Abstract

ABSTRACT Between the Southern Song and the Republican era in China, the Yellow River recurrently changed its course and inundated the Huai River, often resulting in disastrous flooding and millions of refugees in the northern Anhui Province. In early 1933, those Anhui natives living in Tianjin sent a communication to their countrymen back home, informing them that the Construction Bureau of Henan Province was contemplating a plan to divert the Yellow River into the Huai River via northern Anhui Province. This news brought wide-spread panic to northern Anhui and triggered two-year long disputes concerning the relevant proposal. At the time, both the Nanjing Nationalist government and the Henan provincial government insisted that the proposed project was only intended for local irrigation purposes, posing no risk to northern Anhui. As a matter of fact, “diverting the Yellow River into the Huai River” had long been an important plan for the Nationalist government. It was expected to improve the soil quality in eastern Henan province, increase the national tax revenue, relieve Henan Province of the perils caused by the Yellow River and develop the local irrigation system. Located in the middle and lower reaches of the Huai River, both Anhui and Jiangsu provinces had been the victims of the course-changing Yellow River and both provinces ought to have a common interest in questioning the desirability of the proposed plan by the Henan provincial government, or at least in theory. However, the officials of Jiangsu Province collectively chose to keep silent, concerned about national interests such as ensuring the implementation of the Huai River Diversion Project and the collection of the salt tax, as well as attending to local interests.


§ **Exercise goal**
For the records below, print the lines from the line with "Where is each" through the line with "Enumerate the UI" exactly as written; include both end lines and exclude the rest.
----------------
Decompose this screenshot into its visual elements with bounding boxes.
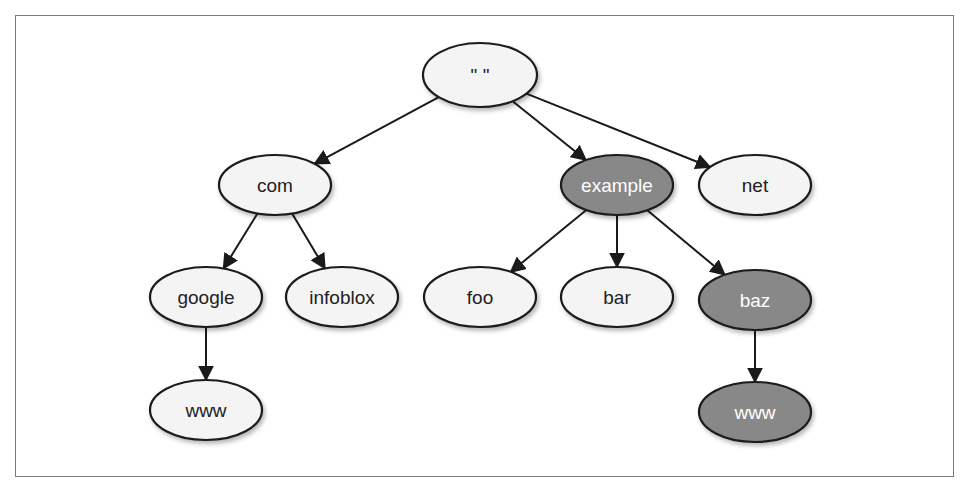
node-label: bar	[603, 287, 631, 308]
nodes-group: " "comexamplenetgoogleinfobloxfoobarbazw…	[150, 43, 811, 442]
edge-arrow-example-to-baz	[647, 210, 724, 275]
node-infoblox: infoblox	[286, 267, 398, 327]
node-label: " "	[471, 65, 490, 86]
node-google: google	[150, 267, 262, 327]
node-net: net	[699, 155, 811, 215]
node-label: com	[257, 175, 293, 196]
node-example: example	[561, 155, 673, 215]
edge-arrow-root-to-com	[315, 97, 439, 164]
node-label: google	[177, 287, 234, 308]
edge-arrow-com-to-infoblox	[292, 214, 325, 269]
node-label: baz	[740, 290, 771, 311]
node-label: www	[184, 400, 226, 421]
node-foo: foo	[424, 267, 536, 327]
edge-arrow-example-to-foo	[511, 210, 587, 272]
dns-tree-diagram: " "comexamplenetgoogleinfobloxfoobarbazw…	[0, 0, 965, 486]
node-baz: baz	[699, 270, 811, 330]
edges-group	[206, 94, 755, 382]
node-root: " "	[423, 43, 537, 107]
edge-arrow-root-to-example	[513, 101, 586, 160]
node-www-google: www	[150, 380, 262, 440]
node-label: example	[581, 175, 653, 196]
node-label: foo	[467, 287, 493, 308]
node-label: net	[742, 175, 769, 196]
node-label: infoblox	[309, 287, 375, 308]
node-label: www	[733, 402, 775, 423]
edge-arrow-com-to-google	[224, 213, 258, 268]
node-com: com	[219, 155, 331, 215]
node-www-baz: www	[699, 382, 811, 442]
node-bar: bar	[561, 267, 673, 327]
----------------
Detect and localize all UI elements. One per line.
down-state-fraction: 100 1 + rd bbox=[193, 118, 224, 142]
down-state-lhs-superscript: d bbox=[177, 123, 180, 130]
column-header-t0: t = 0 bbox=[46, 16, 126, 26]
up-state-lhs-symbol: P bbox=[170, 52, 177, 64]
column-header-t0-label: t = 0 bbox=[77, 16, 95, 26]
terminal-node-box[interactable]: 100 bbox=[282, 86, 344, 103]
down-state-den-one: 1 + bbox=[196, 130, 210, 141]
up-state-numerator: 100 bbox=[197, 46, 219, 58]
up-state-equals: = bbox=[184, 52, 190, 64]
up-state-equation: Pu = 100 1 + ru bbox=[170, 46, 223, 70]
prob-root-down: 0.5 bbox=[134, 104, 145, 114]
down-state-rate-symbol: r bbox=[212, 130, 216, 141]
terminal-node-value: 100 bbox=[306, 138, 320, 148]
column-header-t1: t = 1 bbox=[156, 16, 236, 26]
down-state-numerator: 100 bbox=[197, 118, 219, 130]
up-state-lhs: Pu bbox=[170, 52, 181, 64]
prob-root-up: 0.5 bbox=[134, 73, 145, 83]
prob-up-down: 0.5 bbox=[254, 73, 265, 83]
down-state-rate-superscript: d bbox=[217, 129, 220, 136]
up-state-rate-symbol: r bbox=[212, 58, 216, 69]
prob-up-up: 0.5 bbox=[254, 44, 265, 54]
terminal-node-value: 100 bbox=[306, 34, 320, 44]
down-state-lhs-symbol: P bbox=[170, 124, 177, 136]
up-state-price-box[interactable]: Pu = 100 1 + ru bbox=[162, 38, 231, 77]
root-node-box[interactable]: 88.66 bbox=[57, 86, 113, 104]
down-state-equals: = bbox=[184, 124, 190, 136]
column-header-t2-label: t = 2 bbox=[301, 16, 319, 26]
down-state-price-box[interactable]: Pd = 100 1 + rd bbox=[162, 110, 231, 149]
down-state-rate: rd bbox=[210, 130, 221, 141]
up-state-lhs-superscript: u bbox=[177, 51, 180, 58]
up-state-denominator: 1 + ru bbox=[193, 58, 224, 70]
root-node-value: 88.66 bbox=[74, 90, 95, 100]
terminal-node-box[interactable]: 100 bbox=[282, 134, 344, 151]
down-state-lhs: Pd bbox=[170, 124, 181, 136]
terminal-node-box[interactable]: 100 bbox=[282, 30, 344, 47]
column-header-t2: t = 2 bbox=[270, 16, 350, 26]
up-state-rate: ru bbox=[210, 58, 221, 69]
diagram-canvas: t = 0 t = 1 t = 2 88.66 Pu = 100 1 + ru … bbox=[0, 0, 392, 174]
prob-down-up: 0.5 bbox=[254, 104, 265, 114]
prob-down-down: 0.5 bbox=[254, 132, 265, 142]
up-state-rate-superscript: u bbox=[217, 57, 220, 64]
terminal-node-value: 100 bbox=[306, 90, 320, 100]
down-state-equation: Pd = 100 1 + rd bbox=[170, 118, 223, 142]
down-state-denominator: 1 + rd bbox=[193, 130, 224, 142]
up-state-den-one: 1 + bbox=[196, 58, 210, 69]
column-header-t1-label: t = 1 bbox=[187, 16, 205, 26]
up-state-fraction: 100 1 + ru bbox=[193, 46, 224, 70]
----------------
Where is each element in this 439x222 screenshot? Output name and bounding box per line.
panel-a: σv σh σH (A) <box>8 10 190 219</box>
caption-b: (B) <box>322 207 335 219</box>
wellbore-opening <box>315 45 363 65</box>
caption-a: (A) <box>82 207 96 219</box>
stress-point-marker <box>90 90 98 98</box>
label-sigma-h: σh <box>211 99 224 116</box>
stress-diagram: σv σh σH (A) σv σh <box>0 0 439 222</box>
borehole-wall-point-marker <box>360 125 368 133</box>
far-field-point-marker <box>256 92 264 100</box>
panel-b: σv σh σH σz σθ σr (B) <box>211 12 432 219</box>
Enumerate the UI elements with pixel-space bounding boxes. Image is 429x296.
----------------
§ **Result**
Where is each element in this 439x222 screenshot? Output name and bounding box per line.
panel-a: σv σh σH (A) <box>8 10 190 219</box>
caption-b: (B) <box>322 207 335 219</box>
wellbore-opening <box>315 45 363 65</box>
caption-a: (A) <box>82 207 96 219</box>
stress-point-marker <box>90 90 98 98</box>
label-sigma-h: σh <box>211 99 224 116</box>
stress-diagram: σv σh σH (A) σv σh <box>0 0 439 222</box>
borehole-wall-point-marker <box>360 125 368 133</box>
far-field-point-marker <box>256 92 264 100</box>
panel-b: σv σh σH σz σθ σr (B) <box>211 12 432 219</box>
Enumerate the UI elements with pixel-space bounding boxes. Image is 429x296.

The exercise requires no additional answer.